THE HUMOURS OF ST. GILES'S.

A 'gin slum' is the centre of attraction; at the sign of the 'Fox and Grapes' the landlord is serving a buxom and somewhat dishevelled Irish beauty with a glass of 'blue ruin.' A drunken-looking butcher is standing treat; another fair member of the hundreds of Drury is entirely overcome, and is a 'deadly lively' illustration of the usual advertisements traditionally found outside the spirit cellars of Hogarth's period: 'dead drunk for a penny, clean straw for nothing.' A dandified French barber, returning from the mansions of his clients in St. James's, with his powdering-bag and paraphernalia under his arm, is stooping, from a motive of gallantry, over the semi-conscious nymph, while an urchin is possessing himself of the tonsor's handkerchief.
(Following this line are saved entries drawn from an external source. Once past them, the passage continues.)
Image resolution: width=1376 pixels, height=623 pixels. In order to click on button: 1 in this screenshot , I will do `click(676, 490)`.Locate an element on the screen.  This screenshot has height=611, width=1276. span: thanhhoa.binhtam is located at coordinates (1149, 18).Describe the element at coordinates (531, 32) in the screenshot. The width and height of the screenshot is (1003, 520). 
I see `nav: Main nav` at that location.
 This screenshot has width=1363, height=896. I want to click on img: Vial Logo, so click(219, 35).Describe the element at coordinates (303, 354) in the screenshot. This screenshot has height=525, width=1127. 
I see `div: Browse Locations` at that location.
A baker, taking home ready-cooked joints to the respective owners, is pausing awhile to enjoy the farces transacting around him, while the lamplighter, perched on a ladder above to attend his lamps, is pouring some of his oil over the baked meats by way of sauce. In the distance is shown an altercation between a milk-maid and a fishfag, and a bout of fisticuffs is proceeding farther on.
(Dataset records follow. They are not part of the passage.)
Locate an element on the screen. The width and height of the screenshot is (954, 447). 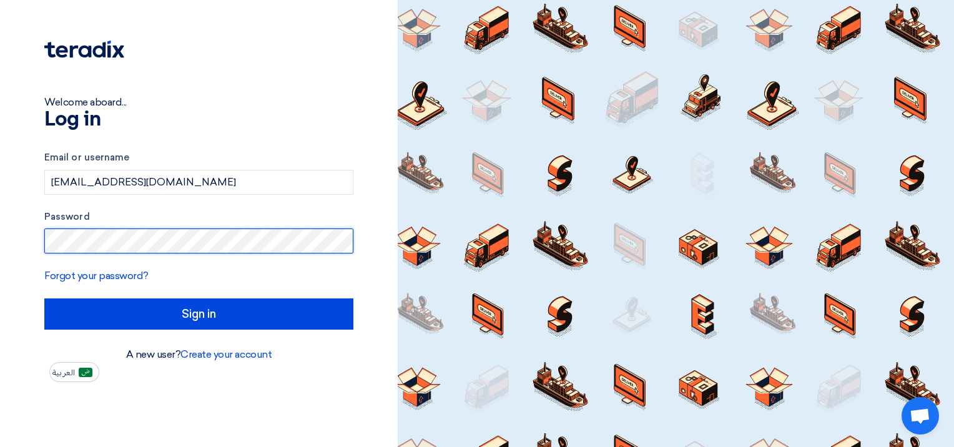
input: Sign in is located at coordinates (199, 314).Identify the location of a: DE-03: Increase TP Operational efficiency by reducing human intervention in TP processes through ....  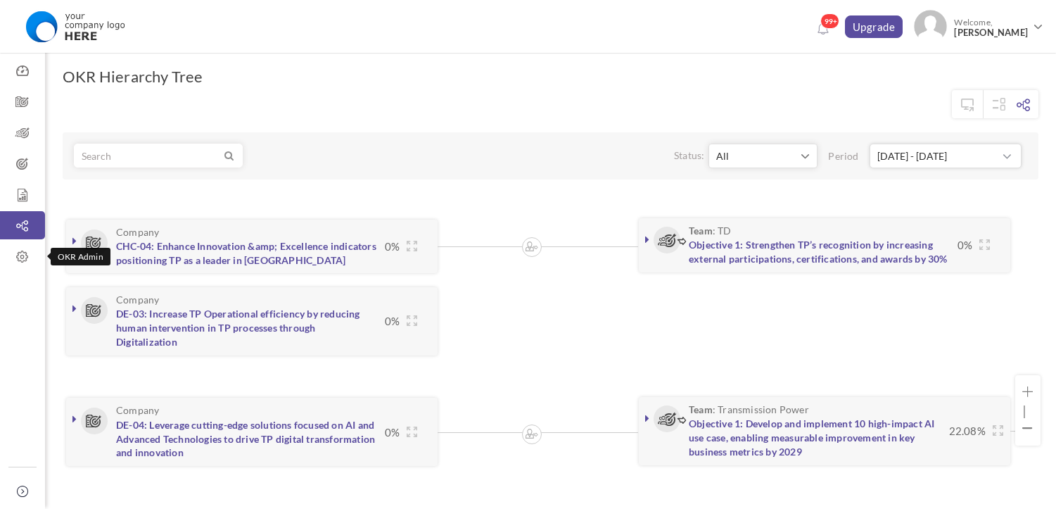
(238, 327).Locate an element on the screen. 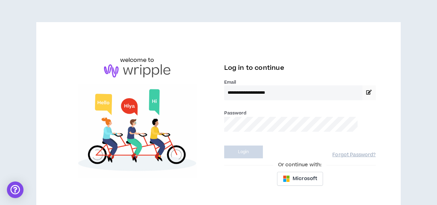  label: Password is located at coordinates (235, 113).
March 6, 1788. The Q. A. loaded with the Spoils of India and Britain.—The Q. A. is a zebra; Pitt is seated, with well-stuffed panniers, in front of this novel steed, loaded with costly spoils, Rights and Wrongs; round the Zebra's neck is a bag of Bulse, containing some of Warren Hasting's famous ill-gotten diamonds. Pitt is sharply whipping his beast, and declaring 'I have thrown off the mask, I can blind the people no longer, and must now carry everything by my bought majority.' The Q. A. is also trumpeting forth, 'What are children's rights to ambition? I will rule in spite of them, if I can conceal things at Q.' A law lord, said to be intended for Lord Thurlow, who has hold of the animal's head, is filled with certain gloomy apprehensions: 'So many Scotchmen have left their heads behind in this d—d town for treason, I begin to tremble as much as the thief in the rear for my own.' The thief in the rear is the Duke of Richmond, who, with one of his famous defence guns between his legs, is assisting Pitt's advance with a goad, and crying 'Skulking in the rear, out of sight, suits best my character.' A finger-post is pointing to Tower Hill, by B—m (Buckingham) House.

March 29, 1788. [Ague and Fever]. (Companion print to The Hypochondriac, November 5, 1792.) Designed by James Dunthorne. Etched by T. Rowlandson. Published by Thomas Rowlandson, 50 Poland Street.

And feel by turns the bitter change of fierce extremes— Extremes by change more fierce.—Milton.

James Dunthorne seems to have had a taste for inventing symbolical renderings of human infirmities; in the present case the two conditions of Ague and Fever are at least ingeniously portrayed. The cold snake-like folds of Ague are twining round the shivering victim, seated as he is in the full heat of a blazing fire; while the quivering heats of Fever personified are in attendance, between the patient and his physician, waiting to add his persecutions to the infirmities which the sick man is already enduring.